People who sing sacred Renaissance music are the only ones who can confidently assert that the world has, indeed, gone to hell in a handbasket. In performance, the luminous purity and perfection of masses and motets by Palestrina and Victoria feels like the pinnacle of a civilization. In comparison, everything since — including Bach and Mozart — sounds worldly and blemished and grimy.
Celebrating its 30th anniversary, the Atlanta Schola Cantorum specializes in Renaissance polyphony. The 33-voice amateur choir — many of whom are church musicians from around town — give just a couple of concerts a year. Conducted by Jennifer Kane, they tapped this holiest of repertoires Saturday at Decatur’s Holy Trinity Episcopal Church, a space of stark and soaring modernist architecture.

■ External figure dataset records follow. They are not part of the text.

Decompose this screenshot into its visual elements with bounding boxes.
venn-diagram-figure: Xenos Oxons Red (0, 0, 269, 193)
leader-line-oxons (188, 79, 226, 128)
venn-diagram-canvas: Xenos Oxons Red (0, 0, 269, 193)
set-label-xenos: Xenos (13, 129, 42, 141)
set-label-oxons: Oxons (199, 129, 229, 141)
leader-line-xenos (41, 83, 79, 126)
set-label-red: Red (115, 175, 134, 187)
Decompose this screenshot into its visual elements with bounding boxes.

They trawled great depths in Victoria’s brief motet titled “O magnum mysterium” (“O great mystery”) and, without pause, moved into his six-movement mass of the same name. In the motet, when they sang the words “O beata Virgo” (“O blessed Virgin”) you got the striking sensation that the composer’s love of the Virgin Mary isn’t strictly spiritual — all at once, the music is exhilarating, sweet, agonizing and intensely poignant, the stuff of unrequited mortal love. Yet, true to form, everything is perfect in balance, structure and sensibility.

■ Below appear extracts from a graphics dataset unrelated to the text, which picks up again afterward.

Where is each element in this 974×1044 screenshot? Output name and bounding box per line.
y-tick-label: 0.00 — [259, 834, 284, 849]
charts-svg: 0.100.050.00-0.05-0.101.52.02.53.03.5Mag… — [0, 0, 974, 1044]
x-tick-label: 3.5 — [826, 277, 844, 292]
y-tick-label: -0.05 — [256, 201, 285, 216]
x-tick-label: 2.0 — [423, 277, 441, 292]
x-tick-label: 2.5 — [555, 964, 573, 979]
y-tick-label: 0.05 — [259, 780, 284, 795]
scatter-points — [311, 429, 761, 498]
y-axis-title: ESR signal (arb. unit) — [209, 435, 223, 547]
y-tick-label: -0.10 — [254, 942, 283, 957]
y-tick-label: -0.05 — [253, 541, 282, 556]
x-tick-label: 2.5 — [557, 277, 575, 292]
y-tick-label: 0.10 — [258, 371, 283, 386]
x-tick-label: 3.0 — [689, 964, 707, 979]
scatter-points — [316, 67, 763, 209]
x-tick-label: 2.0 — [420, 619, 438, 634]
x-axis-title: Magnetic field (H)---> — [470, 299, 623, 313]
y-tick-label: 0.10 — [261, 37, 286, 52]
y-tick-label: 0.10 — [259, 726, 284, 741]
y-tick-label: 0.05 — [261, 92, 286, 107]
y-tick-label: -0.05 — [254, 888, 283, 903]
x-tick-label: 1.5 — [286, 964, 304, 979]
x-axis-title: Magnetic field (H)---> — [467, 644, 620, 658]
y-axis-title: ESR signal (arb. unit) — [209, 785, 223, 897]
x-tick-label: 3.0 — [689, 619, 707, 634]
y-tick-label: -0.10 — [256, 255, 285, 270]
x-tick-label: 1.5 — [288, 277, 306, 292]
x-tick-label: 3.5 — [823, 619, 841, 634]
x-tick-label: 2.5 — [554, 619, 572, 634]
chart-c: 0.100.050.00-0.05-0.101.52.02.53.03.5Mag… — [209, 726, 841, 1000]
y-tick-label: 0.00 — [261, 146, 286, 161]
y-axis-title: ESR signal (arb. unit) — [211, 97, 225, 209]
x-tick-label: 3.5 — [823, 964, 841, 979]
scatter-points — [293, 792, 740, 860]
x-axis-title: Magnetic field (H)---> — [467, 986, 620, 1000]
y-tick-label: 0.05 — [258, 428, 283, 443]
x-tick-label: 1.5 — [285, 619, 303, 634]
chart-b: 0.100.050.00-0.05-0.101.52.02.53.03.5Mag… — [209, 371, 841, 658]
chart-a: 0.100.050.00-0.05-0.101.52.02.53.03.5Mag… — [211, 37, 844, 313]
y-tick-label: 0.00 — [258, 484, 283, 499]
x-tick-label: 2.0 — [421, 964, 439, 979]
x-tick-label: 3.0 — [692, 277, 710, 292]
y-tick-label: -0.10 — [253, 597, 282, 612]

Such depth of expression — a fusion of harmonies and texts — was the hallmark of Kane and her singers throughout the concert. In three languages, Latin, English and French, their diction remained clear. Although the men sometimes produced thin (or flattened) sounds, the group’s overall vitality and intelligence carried every piece.
Interspersed between works of 16th and early-17th century masters Palestrina, Sweelinck and Clemens non Papa were links to the more modern world.

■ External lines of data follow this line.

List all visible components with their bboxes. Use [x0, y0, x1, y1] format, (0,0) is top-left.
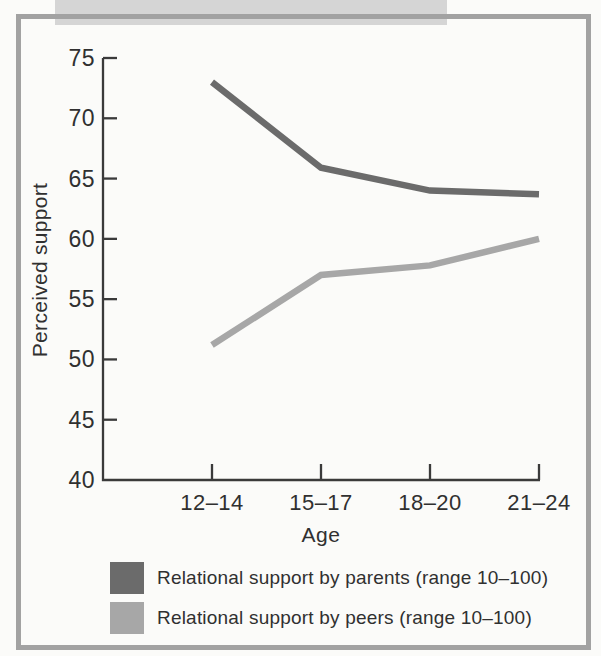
legend-label-peers: Relational support by peers (range 10–10… [157, 607, 532, 629]
x-axis-title: Age [302, 523, 341, 547]
scanned-page: 4045505560657075 12–1415–1718–2021–24 Pe… [0, 0, 601, 656]
x-tick-label: 18–20 [375, 491, 485, 515]
legend-swatch-parents [110, 562, 144, 594]
y-tick-label: 45 [45, 407, 95, 433]
y-tick-label: 60 [45, 226, 95, 252]
axis-line [103, 58, 540, 480]
x-tick-label: 15–17 [266, 491, 376, 515]
line-chart: 4045505560657075 12–1415–1718–2021–24 Pe… [0, 0, 601, 656]
y-tick-label: 55 [45, 286, 95, 312]
legend-swatch-peers [110, 602, 144, 634]
y-axis-title: Perceived support [28, 183, 52, 357]
legend-label-parents: Relational support by parents (range 10–… [157, 567, 548, 589]
y-tick-label: 50 [45, 346, 95, 372]
x-tick-label: 12–14 [157, 491, 267, 515]
plot-area [0, 0, 601, 656]
series-line-parents [212, 82, 539, 194]
y-tick-label: 75 [45, 45, 95, 71]
series-line-peers [212, 239, 539, 345]
y-tick-label: 70 [45, 105, 95, 131]
y-tick-label: 40 [45, 467, 95, 493]
legend-item-peers: Relational support by peers (range 10–10… [110, 602, 532, 634]
legend-item-parents: Relational support by parents (range 10–… [110, 562, 548, 594]
x-tick-label: 21–24 [484, 491, 594, 515]
y-tick-label: 65 [45, 166, 95, 192]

From the Russian Orthodox liturgy they sang “Virgin Mother of God” by Arvo Part, an Estonian composer born in 1935 whose every new score — in his distinctive neo-medieval style — is a major cultural event.
Minnesota-based composer Rene Clausen’s richly textured “Set me as a seal” flattered the schola’s women, with divided parts for sopranos and altos.
American revolution New England was represented by William Billings’s biblical “Rose of Sharon.” There’s a plain-spokenness to Billing’s music. Direct and un-tormented, a line like “The voice of my beloved! Behold, he cometh, leaping upon the mountains…” comes across with the blunt heave-ho of a sea-chanty. Then, a moment later, he sets the words “Rise up, my love, my fair one, and come away” with tender, overlapping voices — a desperate, fragile opening of the heart.
As an encore, they sang an arrangement of “Parting Friends,” an 1846 shape-note hymn by John McCurry, from the mountains of north Georgia.